8. Mistral OCR 4 (mistral.ai)
449 points · 115 comments · by meetpateltech
Mistral has released OCR 4, a compact, self-hostable model that extracts text from documents across 170 languages while providing bounding boxes, block classification, and confidence scores. It outperforms leading competitors in human preference and benchmarks, offering high-speed, cost-effective ingestion for RAG, search, and agentic workflows. [src]
The release of Mistral OCR 4 sparked a debate over the current state of document processing, with some users questioning Mistral's European identity after observing their San Francisco-based promotional content [0][3]. While some commenters expressed frustration with Mistral's performance compared to competitors, others debated the efficacy of general-purpose models like Claude Opus for OCR tasks, citing conflicting experiences with handwriting recognition and data extraction accuracy [2][7][8]. Additionally, the discussion highlighted the technological feat of the US Postal Service, noting that while automation is advanced, human workers still manually decipher hundreds of millions of poorly written addresses annually [1][9].
9. Unlimited OCR: One-shot long-horizon parsing (github.com)

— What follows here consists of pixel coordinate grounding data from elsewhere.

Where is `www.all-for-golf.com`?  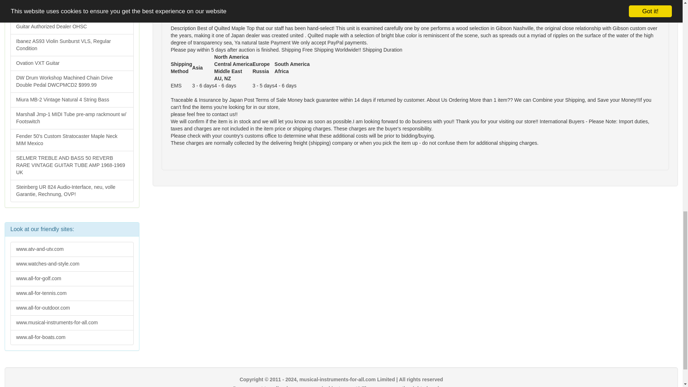
www.all-for-golf.com is located at coordinates (72, 279).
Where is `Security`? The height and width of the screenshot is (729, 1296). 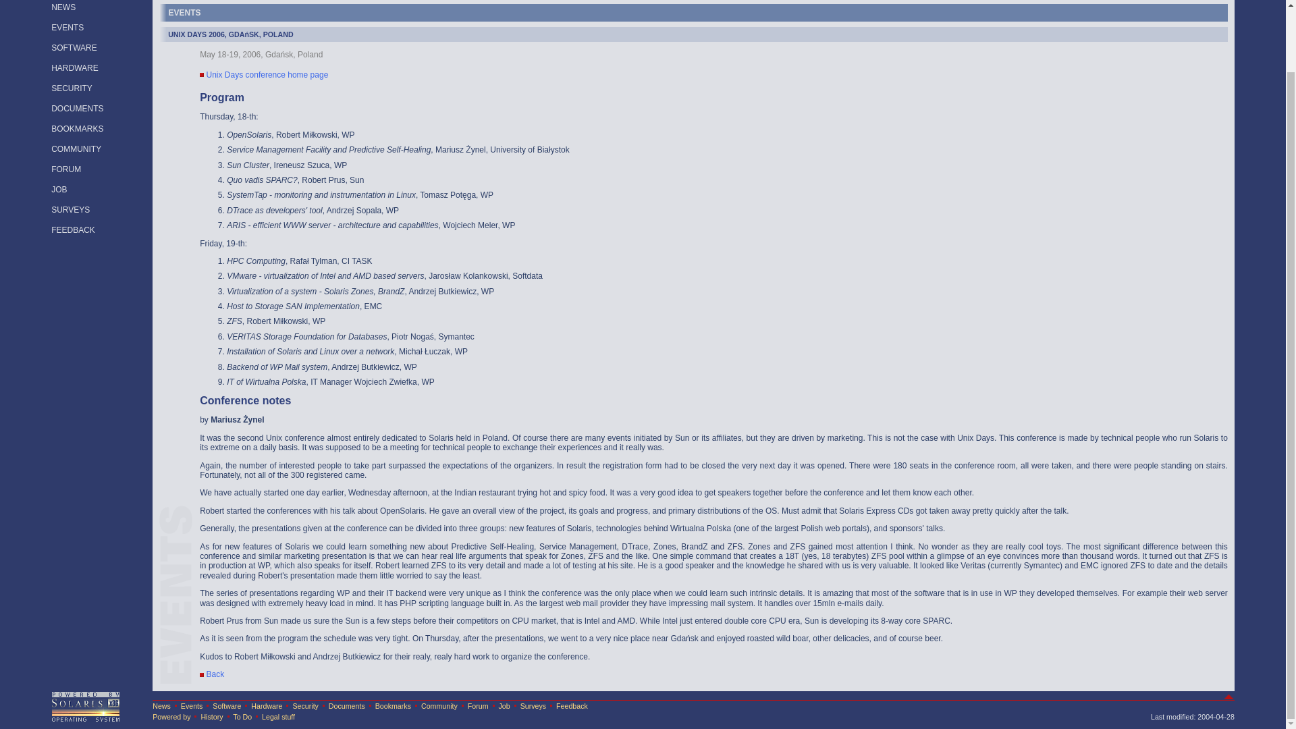
Security is located at coordinates (305, 706).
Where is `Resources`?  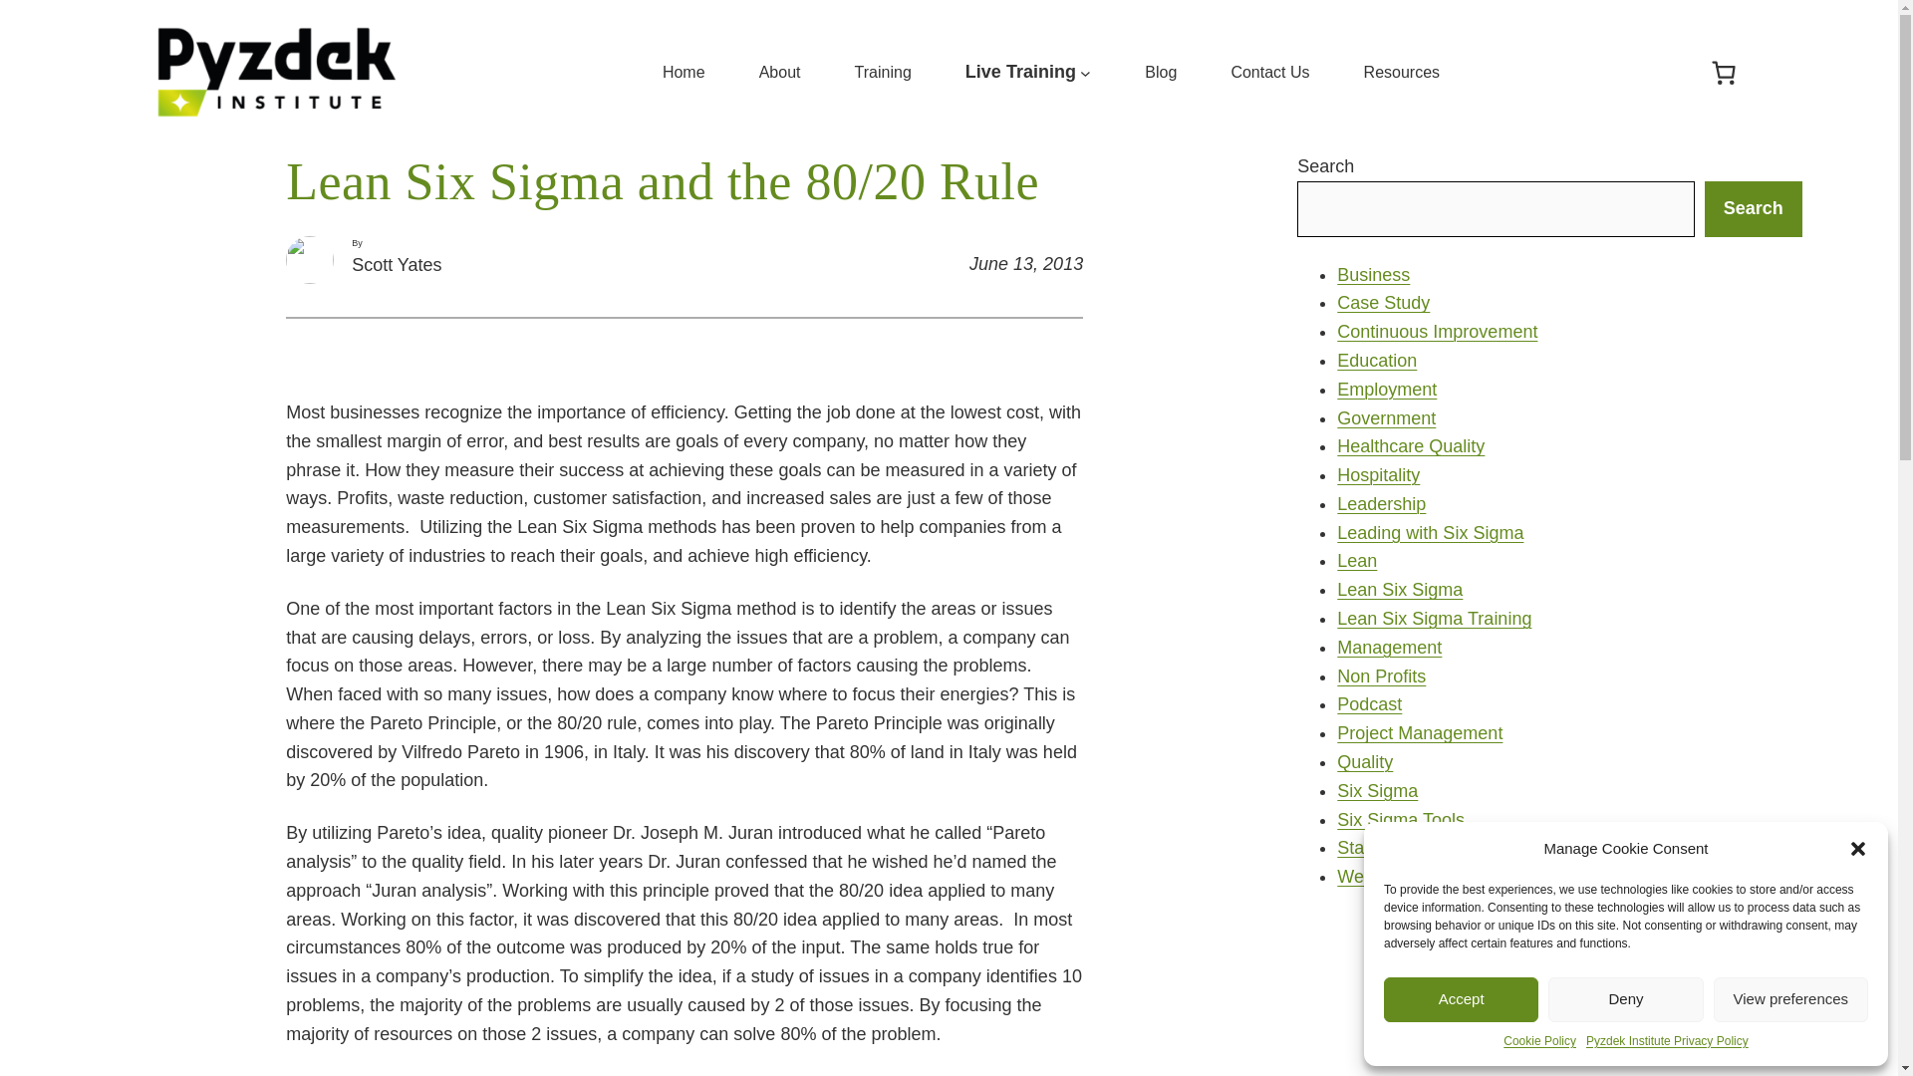
Resources is located at coordinates (1401, 73).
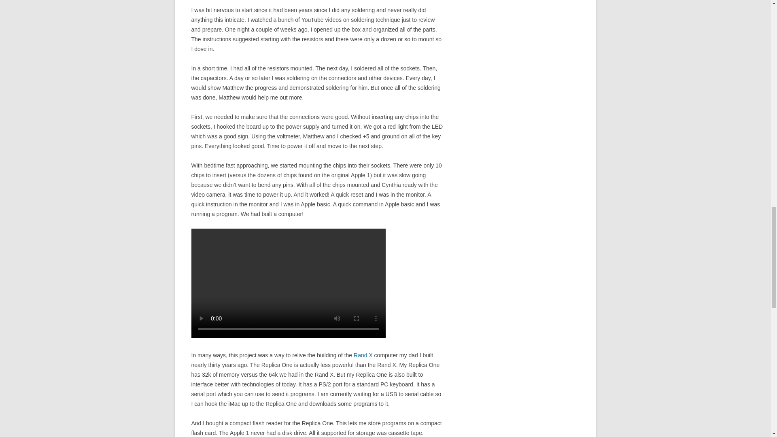  I want to click on Rand X, so click(363, 355).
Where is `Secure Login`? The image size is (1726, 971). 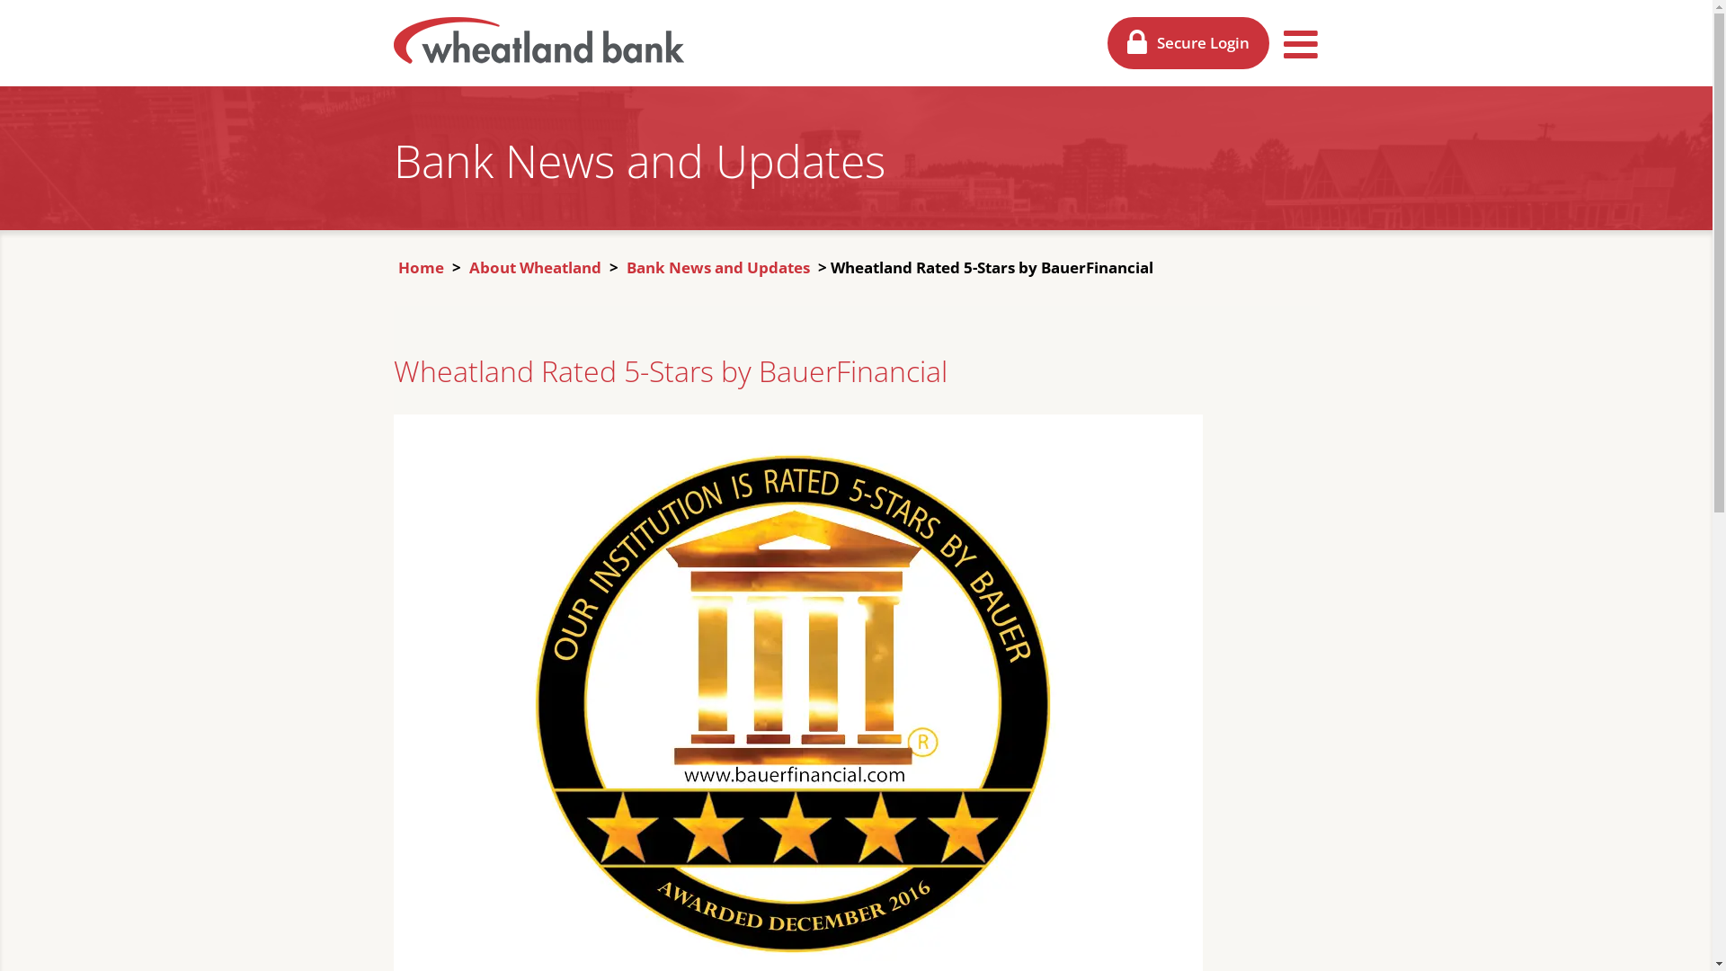 Secure Login is located at coordinates (1188, 43).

460 points · 104 comments · by ingve
Baidu has released [src]
The discussion centers on a new architectural approach to OCR that uses Reference Sliding Window Attention (R-SWA) to process long documents without the memory constraints typical of vision models [1]. While some argue that OCR is a "solved" problem [0], others point out that current LLM-based solutions often require "janky" manual image slicing to avoid hallucinations or memory crashes [1][3][5]. There is also a notable call for these advancements to be applied to Optical Music Recognition (OMR), which remains "abysmal" due to the complexity of music notation and a lack of high-quality training corpora [2].